Here's a proposal for an open source weather service. The back end pieces you need if you're going to make a decent weather app.

At mousebird consulting we've built some of these pieces multiple times and when we do that our next thought is: Why isn't this open source?

So here it is. Our pitch for an open source Weather Service In A Box. Now we just need someone to pay for it.

The Pitch

There are plenty of good weather services out there providing forecast APIs and display capabilities. Most are value added from a common set of data sources (National Weather Service for the US).

They all have similar drawbacks.

  • Forecast calls cost money in a way that restricts interesting use cases.
  • Display capabilities are limited in annoying ways.
  • Access to the data is restricted and costly.

You’re paying a lot to get little more than you could do yourself… if you had the time & skill to set it all up.

Goal

We aim to build a Weather Service In A Box you can run yourself. It will

  • pull from the same sources everyone else does.
  • provide a basic forecast API.
  • build data tiles you can display in your own apps (or web sites).
  • be open source, so you can tinker with it.

Best of all, it will be under your control!

Capabilities

WSIAB will run on a small number of computing instances and expose two main interfaces to the world:

  • Forecast API to provide future conditions at a given geographic location
  • Data tiles for layers like cloud cover, temperature, pressure, precipitation, and so on

The Forecast API would initially provide the standard set of variables over time such as precipitation, wind, temperature, dew point, cloud coverage and whatever you might need over a multi-day period. You’ll be able to query at a specific point in time or a time range. It will tell you what sources were used to derive the results (for traceability).

Most services provide map overlays for temperature, precipitation and the usual suspects. We’ll do data tiles. Data tiles are similar to map tiles but consist of data in a more raw form. They’re smaller, require less processing and can be used in more interesting ways. They can always be turned into visual map tiles as needed.

We would aim to provide data tiles for all the usual variables and the publicly available composite radar map for continental US, Alaska, and Hawaii.

The list of possible capabilities is long. What are your requirements?

Why Trust Us?

Most modern forecast APIs are a collection of Amazon/Google/Azure instances running a variety of open source packages, special sauce the provider has developed, and glue (often Python). Opaque to outsiders, but if you’ve built one you know how to do it again.

We've done the various pieces of this before, usually with a combination of Python and NodeJS. We're all about data logistics, so we know when to pull in a meteorologist to design the calculations.

Who's This For

If you make your own weather app and you're tired of paying for data, then it's you. Or you've got a cool machine learning algorithm you'd like to run, but you lack the platform to serve, this would be prefect.

Whoever you are, if you want a simple weather service you can just fire up and run, this is for you.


PROBLEM DETAILS: What lines in the records below include the word "world"? Return each one.

Items from a figure collection:
[Start of section]

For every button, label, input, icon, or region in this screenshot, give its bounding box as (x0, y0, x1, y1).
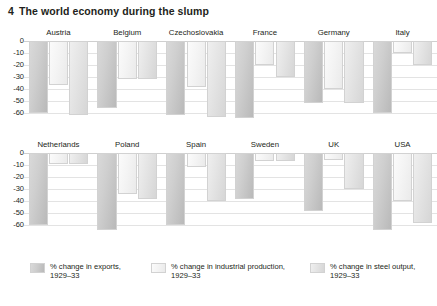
bar-slot (49, 153, 68, 231)
bar-slot (304, 153, 323, 231)
panel-title: Poland (93, 140, 162, 149)
panel-title: Germany (299, 28, 368, 37)
bar-slot (255, 41, 274, 119)
chart-legend: % change in exports, 1929–33 % change in… (0, 258, 437, 298)
panel-uk: UK (299, 153, 368, 231)
panel-usa: USA (368, 153, 437, 231)
bar (235, 41, 254, 118)
panel-czechoslovakia: Czechoslovakia (162, 41, 231, 119)
panel-title: Austria (24, 28, 93, 37)
y-axis-tick: 0 (0, 37, 24, 45)
bar-slot (324, 153, 343, 231)
bar (166, 41, 185, 115)
bar-slot (69, 41, 88, 119)
bar (69, 41, 88, 115)
panel-title: Belgium (93, 28, 162, 37)
bar (373, 153, 392, 230)
y-axis-tick: -20 (0, 173, 24, 181)
panels-row-2: NetherlandsPolandSpainSwedenUKUSA (24, 153, 437, 231)
legend-item-industrial-production: % change in industrial production, 1929–… (151, 262, 285, 280)
bar (97, 153, 116, 230)
bar (235, 153, 254, 199)
chart-row-1: 0-10-20-30-40-50-60 AustriaBelgiumCzecho… (0, 27, 437, 129)
panel-title: UK (299, 140, 368, 149)
figure-title: 4The world economy during the slump (8, 5, 209, 17)
bar-group (234, 153, 295, 231)
bar-slot (235, 153, 254, 231)
bar-group (303, 41, 364, 119)
bar (304, 153, 323, 211)
bar (255, 41, 274, 65)
y-axis-labels-row-2: 0-10-20-30-40-50-60 (0, 153, 24, 231)
bar-slot (207, 41, 226, 119)
bar-slot (166, 153, 185, 231)
bar-slot (324, 41, 343, 119)
bar-slot (118, 153, 137, 231)
bar (97, 41, 116, 108)
bar (29, 41, 48, 113)
bar (207, 41, 226, 117)
bar-slot (276, 41, 295, 119)
bar (255, 153, 274, 161)
panel-title: France (230, 28, 299, 37)
bar (276, 153, 295, 161)
panel-belgium: Belgium (93, 41, 162, 119)
y-axis-tick: -40 (0, 85, 24, 93)
panel-spain: Spain (162, 153, 231, 231)
bar (393, 153, 412, 201)
bar (304, 41, 323, 103)
bar (393, 41, 412, 53)
bar-slot (166, 41, 185, 119)
y-axis-tick: -50 (0, 209, 24, 217)
y-axis-labels-row-1: 0-10-20-30-40-50-60 (0, 41, 24, 119)
bar-slot (187, 153, 206, 231)
bar-group (97, 153, 158, 231)
bar-group (166, 153, 227, 231)
panel-sweden: Sweden (230, 153, 299, 231)
panel-austria: Austria (24, 41, 93, 119)
bar-slot (304, 41, 323, 119)
bar-slot (118, 41, 137, 119)
y-axis-tick: -20 (0, 61, 24, 69)
bar-group (234, 41, 295, 119)
bar (187, 41, 206, 87)
bar-slot (138, 41, 157, 119)
bar (413, 153, 432, 223)
bar-group (372, 41, 433, 119)
bar-slot (393, 41, 412, 119)
bar (49, 41, 68, 85)
bar-slot (344, 41, 363, 119)
bar-slot (29, 41, 48, 119)
bar (138, 153, 157, 199)
bar-group (28, 153, 89, 231)
y-axis-tick: -60 (0, 221, 24, 229)
bar (413, 41, 432, 65)
bar (187, 153, 206, 167)
y-axis-tick: -10 (0, 49, 24, 57)
y-axis-tick: -10 (0, 161, 24, 169)
legend-label-industrial-production: % change in industrial production, 1929–… (171, 262, 285, 280)
y-axis-tick: -60 (0, 109, 24, 117)
bar-slot (97, 153, 116, 231)
y-axis-tick: -30 (0, 185, 24, 193)
bar-slot (413, 153, 432, 231)
legend-swatch-steel-output (310, 263, 325, 273)
y-axis-tick: -30 (0, 73, 24, 81)
plot-area-row-1: AustriaBelgiumCzechoslovakiaFranceGerman… (24, 41, 437, 119)
bar (324, 41, 343, 89)
bar (49, 153, 68, 164)
bar (344, 41, 363, 103)
y-axis-tick: -40 (0, 197, 24, 205)
legend-label-steel-output: % change in steel output, 1929–33 (330, 262, 415, 280)
bar (138, 41, 157, 79)
bar (324, 153, 343, 160)
bar-slot (413, 41, 432, 119)
bar-slot (69, 153, 88, 231)
figure-title-text: The world economy during the slump (19, 5, 209, 17)
bar-slot (393, 153, 412, 231)
panel-france: France (230, 41, 299, 119)
panel-title: Netherlands (24, 140, 93, 149)
bar-slot (276, 153, 295, 231)
bar (276, 41, 295, 77)
panels-row-1: AustriaBelgiumCzechoslovakiaFranceGerman… (24, 41, 437, 119)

[End of section]

EXERCISE RESPONSE:
figure-title: 4The world economy during the slump (8, 5, 209, 17)
figure-title-text: The world economy during the slump (19, 5, 209, 17)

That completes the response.